Louis Malle's first French-language film in a decade was proclaimed by many as his best. Based on an incident in his own childhood, it explored a boy's gradual appreciation of the harsh injustices of life as his classroom innocence is destroyed by the horrific realities of the Nazi Occupation. The film completed a loose trilogy that began with Le Souffle Au Coeur and Lacombe Lucien, in which youths were forced to make moral choices in moments of crisis. Each was refreshingly free of the cloying nostalgia that blights so many American memoirs of supposedly less tainted times. Yet, while the first two caused considerable controversy in France, this admirably restrained drama - which won the Golden Lion at Venice and received an Oscar nomination - escaped much of the censure that continues to greet studies of the Vichy era.
Perhaps, this is because Malle is careful to sustain a balance between his characters, so that schoolboys and collaborators alike are seen taunting Jews, while a soldier and a priest are shown defending them. Indeed, similar tensions consistently underpin the episodic storyline, which is punctuated with acts of searching and concealment, with the Gestapo's pursuit of Jews, freedom fighters and criminals contrasting with the boys' bid to find themselves in their rivalries, games and perusal of erotica.
Renato Berta's muted cinematography helps establish the sense of creeping oppression and deepening foreboding that pervades Julien's stumbling passage towards understanding. But it's Malle's handling of Gaspard Manesse and Raphael Fejto (who rather drift into friendship out of necessity) that keeps their fate from becoming melodramatic, as - like Brigitte Fossey and Georges Poujouly in René Clément's remarkable study of the impact of war on young minds, Jeux Interdit - they're never allowed fully to appreciate the seriousness of their situation until it's too late.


▸ **Task goal**
Look through the data for the string "Drugs". Copy every line where it is found.

▸ **Exercise input**
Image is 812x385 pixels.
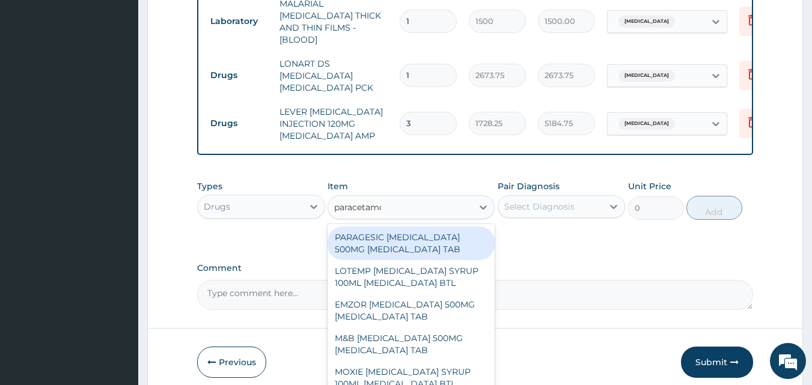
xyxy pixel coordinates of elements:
img: d_794563401_company_1708531726252_794563401 [22,60,49,90]
td: LONART DS [MEDICAL_DATA] [MEDICAL_DATA] PCK [274,52,394,100]
div: LOTEMP [MEDICAL_DATA] SYRUP 100ML [MEDICAL_DATA] BTL [328,260,495,294]
td: Drugs [204,64,274,87]
td: Laboratory [204,10,274,32]
div: Drugs [204,201,230,213]
label: Pair Diagnosis [498,180,560,192]
label: Types [197,182,222,192]
div: Chat with us now [63,67,202,83]
div: PARAGESIC [MEDICAL_DATA] 500MG [MEDICAL_DATA] TAB [328,227,495,260]
span: We're online! [70,116,166,238]
textarea: Type your message and hit 'Enter' [6,257,229,299]
span: [MEDICAL_DATA] [619,118,675,130]
label: Unit Price [628,180,672,192]
td: LEVER [MEDICAL_DATA] INJECTION 120MG [MEDICAL_DATA] AMP [274,100,394,148]
div: M&B [MEDICAL_DATA] 500MG [MEDICAL_DATA] TAB [328,328,495,361]
span: [MEDICAL_DATA] [619,70,675,82]
button: Previous [197,347,266,378]
span: [MEDICAL_DATA] [619,16,675,28]
button: Add [687,196,743,220]
label: Comment [197,263,754,274]
td: Drugs [204,112,274,135]
div: Minimize live chat window [197,6,226,35]
div: EMZOR [MEDICAL_DATA] 500MG [MEDICAL_DATA] TAB [328,294,495,328]
label: Item [328,180,348,192]
div: Select Diagnosis [505,201,575,213]
button: Submit [681,347,753,378]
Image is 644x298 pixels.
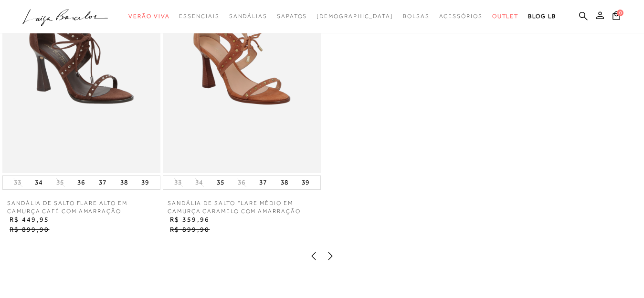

▸ **Response**
td: Drugs [204,64,274,87]
div: Drugs [204,201,230,213]
td: Drugs [204,112,274,135]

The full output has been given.